BUDGETING Flashcards
What is a Budget?
What is a Budget?
A detailed plan, expressed in quantitative terms, that specifies how resources will be acquired and used during a specified period of time.
The Purpose of a Budget
The Purpose of a Budget
• A budget is a formal estimate of future revenues and costs
•A detailed breakdown of all costs and revenues is necessary for attaining profit goals
•Institutions must analyze operations to develop reliable estimates of revenues and costs.
•If budgeting is done right, it forces better thinking about the firm’s goals and purpose and how to achieve them. It forces management to ask what to be done if certain target levels of sales and costs are to not being realized.
•Making realistic budgets requires clear thinking; As a financial plan of firm’s expectations over time, it should be an assessment of what each part of the firm can accomplish
The Stages of Budgeting
- Planning
- Control
Planning: the budget process forces managers to consider carefully their goals and objectives and to specify means of achieving them.
Control: Budgets provide a means of evaluating performance. Potential causes of significant deviations from budgets include:
●Budget was poorly conceived.
●Conditions have changed since the budget was prepared.
●Managers have done a particularly good or poor job.
Developing the Budget
1.The Budget Committee
2.The Budget Time Period
3.Zero Base Budgeting
- The Budget Committee:-Various budgets are approved by a budget committee that is composed of senior managers such as the president, CFO, VP of operations, and the controller.
Budgets may be developed with either a top-down or bottom-up approach. - The Budget Time Period:-Budgets may cover a variety of time periods including a month, quarter, year, or even longer. Generally, longer budget periods provide less detail.
- Zero Base Budgeting:- Budgets are often adjusted up or down on the basis of a previous period adjusted for current conditions. Zero base budgeting requires that all budget amounts be currently justified even if they were supported in prior budgets. Due to the cost of the process, this zero base budgeting is often not used in business.
The Master Budget and Budget Formats
The Master Budget and Budget Formats: coordinates the organizations activities
A.A Formal Summary of an institution’s Plans
B.Selected Budget Formats
A. A Formal Summary of and institution’s Plans:
It sets specific targets for sales, production, selling and admin., and capital acquisitions.
•It culminates a budgeted income statement, balance sheet, and cash receipt and disbursement summary.
B. Selected Budget Formats
A.Sales Budget
B.Production Budget
C.Direct Materials Budget
D.Direct Labor Budget
E.Overhead Budget
F.Cash Receipts and Disbursements Budget
A. Sales Budget formula
Projected sales x Selling price per unit
= Budgeted sales revenue
B. Production Budget
Budgeted sales in units. + Desired ending inventory of finished goods
= Total needs
- Beginning inventory of finished goods
= units to be produced
C. Direct Materials Budget
C. Direct Materials Budget
Units to be produced
x Cost of parts per unit
= Cost of parts needed for production
+ Desired ending inventory of parts
= Total needed
- Beginning inventory of parts
= Cost of purchases
D. Direct Labour Budget
Direct labor hours per unit
x Labour rate per hour
= Direct labour cost per unit
x unit to be produced
= total direct labour cost
E. Overhead Budget
E. Overhead Budget
Units to be produced
x Variable costs per unit
= Total variable overhead
+ Budgeted fixed overhead
= Total budgeted overhead
- Noncash expenses
= Cash disbursements for overhead
F. Cash Receipts and Disbursements Budget
Cash receipts
- Cash disbursements
= Excess (deficiency) of cash
available over disbursements
+ Beginning cash balance
= ending cash balance
Static v. Flexible Budget
Static v. Flexible Budget
A.Static Budget
B.Static Budget Illustration
C.Flexible Budget
D.Flexible Budget Illustration
A. Static Budget
E.g in slides
A. Static Budget
A budget designed for only one level of activity. Differences from the budget can be misleading when an organization actually operates at a different level of activity.
B. Static Budget Illustration
Slides
C. Flexible Budget
C. Flexible Budget
•A budget designed to cover a range of activity.
•It can be used to compare actual costs incurred to budgeted costs around that level of activity.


What you will do:
Copy out again, unchanged, the line that contains "Image resolution: width=1149" and every line after it down to the last line of the data.
○ ○ ○ ○ ○
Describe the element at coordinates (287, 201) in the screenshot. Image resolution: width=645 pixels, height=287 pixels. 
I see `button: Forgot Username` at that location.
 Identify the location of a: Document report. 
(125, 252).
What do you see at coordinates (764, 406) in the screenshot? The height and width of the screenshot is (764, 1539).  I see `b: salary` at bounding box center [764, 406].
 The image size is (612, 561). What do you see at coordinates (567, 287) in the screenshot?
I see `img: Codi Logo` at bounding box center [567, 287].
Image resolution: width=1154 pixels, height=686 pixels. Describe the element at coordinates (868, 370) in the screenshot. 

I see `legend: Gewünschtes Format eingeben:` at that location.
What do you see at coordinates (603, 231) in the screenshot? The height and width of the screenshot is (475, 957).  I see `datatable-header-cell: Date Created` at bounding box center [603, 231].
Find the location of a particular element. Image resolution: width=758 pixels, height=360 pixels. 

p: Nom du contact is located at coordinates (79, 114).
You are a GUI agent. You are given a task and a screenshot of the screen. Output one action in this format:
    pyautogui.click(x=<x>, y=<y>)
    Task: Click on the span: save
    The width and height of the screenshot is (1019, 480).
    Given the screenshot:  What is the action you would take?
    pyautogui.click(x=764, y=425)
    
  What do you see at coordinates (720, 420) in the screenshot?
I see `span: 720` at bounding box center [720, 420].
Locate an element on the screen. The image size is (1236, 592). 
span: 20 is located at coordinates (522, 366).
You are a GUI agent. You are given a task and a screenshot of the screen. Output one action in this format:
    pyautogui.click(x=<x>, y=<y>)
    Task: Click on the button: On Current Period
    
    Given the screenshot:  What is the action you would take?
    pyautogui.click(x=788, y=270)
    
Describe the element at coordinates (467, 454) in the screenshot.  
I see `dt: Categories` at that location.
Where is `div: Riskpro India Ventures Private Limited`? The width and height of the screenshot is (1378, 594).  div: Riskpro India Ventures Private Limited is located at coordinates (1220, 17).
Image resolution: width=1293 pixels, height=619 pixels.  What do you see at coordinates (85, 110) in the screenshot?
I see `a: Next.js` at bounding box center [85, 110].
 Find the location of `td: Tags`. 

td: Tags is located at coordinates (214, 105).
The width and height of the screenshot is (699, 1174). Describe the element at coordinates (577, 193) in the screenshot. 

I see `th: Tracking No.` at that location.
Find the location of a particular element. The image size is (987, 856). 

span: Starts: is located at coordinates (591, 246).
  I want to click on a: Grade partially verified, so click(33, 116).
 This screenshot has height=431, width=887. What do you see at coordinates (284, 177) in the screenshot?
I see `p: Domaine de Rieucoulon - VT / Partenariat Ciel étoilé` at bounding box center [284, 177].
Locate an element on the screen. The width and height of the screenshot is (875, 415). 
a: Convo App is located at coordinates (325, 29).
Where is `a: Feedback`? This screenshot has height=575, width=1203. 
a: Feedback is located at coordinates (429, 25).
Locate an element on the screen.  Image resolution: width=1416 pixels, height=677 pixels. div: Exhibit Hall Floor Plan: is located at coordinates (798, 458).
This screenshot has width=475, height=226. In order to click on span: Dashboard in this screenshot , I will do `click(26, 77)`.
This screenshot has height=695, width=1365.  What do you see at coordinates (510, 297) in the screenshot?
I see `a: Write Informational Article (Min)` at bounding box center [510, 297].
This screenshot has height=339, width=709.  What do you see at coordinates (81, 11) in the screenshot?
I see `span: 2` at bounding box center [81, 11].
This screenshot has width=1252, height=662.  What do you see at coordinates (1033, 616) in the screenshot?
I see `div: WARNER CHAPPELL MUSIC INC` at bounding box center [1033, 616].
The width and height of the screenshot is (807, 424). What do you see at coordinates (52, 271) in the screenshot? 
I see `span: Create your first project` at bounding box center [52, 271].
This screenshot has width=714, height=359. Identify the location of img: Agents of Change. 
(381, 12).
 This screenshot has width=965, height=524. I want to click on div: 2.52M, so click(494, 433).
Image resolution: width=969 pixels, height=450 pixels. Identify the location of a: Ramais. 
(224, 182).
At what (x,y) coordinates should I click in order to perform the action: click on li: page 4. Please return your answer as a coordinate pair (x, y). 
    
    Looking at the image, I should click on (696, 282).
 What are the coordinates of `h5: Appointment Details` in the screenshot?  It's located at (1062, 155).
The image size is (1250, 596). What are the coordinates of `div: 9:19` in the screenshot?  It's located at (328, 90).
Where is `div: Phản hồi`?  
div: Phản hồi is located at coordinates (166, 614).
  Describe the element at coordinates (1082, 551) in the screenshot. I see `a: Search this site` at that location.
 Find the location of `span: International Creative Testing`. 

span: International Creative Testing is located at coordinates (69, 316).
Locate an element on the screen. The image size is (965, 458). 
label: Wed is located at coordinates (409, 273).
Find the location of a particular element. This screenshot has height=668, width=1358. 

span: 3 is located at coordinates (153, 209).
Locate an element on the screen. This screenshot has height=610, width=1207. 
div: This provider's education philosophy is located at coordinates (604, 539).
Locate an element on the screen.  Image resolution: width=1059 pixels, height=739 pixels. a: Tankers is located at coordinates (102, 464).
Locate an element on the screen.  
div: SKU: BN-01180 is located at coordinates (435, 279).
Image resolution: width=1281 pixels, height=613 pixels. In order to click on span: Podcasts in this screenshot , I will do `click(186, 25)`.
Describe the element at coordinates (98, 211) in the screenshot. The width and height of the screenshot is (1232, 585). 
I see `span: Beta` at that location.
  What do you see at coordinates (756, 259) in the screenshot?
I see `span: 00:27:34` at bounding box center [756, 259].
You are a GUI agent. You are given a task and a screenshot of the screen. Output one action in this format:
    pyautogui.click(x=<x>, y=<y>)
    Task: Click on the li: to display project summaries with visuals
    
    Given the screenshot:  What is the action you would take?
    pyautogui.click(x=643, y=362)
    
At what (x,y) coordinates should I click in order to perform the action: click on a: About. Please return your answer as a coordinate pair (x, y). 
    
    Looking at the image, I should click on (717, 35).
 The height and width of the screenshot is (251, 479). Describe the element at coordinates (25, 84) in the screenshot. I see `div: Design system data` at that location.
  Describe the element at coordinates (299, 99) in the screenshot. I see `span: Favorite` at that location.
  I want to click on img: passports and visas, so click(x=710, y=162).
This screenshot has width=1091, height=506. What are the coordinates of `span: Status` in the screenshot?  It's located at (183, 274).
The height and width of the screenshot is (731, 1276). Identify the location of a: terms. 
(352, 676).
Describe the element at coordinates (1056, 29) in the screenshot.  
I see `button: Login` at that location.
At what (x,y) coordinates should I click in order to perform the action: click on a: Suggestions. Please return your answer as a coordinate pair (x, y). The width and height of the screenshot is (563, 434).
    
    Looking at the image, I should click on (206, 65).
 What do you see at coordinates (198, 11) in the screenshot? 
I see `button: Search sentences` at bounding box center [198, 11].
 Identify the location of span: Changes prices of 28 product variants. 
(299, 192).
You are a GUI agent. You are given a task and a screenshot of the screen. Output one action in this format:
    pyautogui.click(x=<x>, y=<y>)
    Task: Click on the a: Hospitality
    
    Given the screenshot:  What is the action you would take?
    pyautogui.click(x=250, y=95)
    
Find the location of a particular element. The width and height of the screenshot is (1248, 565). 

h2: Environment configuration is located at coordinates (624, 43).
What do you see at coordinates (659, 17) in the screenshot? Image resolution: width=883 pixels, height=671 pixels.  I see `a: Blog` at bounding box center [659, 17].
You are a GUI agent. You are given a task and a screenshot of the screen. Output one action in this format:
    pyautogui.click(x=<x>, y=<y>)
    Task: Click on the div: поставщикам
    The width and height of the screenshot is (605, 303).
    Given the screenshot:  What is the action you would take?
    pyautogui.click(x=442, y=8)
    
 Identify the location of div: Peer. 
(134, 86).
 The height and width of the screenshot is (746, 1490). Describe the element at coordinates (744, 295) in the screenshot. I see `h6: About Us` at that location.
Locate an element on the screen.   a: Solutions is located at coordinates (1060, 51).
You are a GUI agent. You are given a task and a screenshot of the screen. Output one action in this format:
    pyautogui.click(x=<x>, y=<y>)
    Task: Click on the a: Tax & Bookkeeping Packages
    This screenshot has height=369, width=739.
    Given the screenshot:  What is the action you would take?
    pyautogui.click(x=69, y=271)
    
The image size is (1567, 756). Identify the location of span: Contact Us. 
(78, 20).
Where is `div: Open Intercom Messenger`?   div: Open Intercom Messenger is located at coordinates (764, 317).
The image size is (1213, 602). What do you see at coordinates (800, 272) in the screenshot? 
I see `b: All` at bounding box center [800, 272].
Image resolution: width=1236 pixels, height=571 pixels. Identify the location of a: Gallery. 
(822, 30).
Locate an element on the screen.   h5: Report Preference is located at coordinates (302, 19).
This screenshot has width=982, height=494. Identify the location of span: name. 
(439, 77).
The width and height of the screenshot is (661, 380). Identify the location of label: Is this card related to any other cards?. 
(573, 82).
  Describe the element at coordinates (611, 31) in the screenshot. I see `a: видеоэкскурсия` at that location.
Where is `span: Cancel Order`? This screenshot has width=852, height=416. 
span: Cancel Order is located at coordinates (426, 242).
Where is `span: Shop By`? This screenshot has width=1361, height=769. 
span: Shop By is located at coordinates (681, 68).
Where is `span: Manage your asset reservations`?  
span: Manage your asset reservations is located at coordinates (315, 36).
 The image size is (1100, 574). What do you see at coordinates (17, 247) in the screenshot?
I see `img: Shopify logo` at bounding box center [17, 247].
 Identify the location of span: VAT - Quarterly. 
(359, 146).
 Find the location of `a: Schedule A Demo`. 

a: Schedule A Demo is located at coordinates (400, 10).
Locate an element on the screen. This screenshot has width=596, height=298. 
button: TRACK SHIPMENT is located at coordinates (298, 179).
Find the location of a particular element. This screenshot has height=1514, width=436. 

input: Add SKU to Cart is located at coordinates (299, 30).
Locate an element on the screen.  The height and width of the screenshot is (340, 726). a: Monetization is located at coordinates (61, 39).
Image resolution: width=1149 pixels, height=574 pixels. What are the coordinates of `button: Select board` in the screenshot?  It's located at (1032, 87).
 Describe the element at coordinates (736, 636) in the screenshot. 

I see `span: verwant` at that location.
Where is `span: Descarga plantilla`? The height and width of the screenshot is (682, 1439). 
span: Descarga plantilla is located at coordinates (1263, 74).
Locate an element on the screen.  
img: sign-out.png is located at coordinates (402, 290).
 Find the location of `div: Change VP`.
○ ○ ○ ○ ○
Completed exercise:
Image resolution: width=1149 pixels, height=574 pixels. What are the coordinates of `button: Select board` in the screenshot?  It's located at (1032, 87).
 Describe the element at coordinates (736, 636) in the screenshot. 

I see `span: verwant` at that location.
Where is `span: Descarga plantilla`? The height and width of the screenshot is (682, 1439). 
span: Descarga plantilla is located at coordinates (1263, 74).
Locate an element on the screen.  
img: sign-out.png is located at coordinates (402, 290).
 Find the location of `div: Change VP`.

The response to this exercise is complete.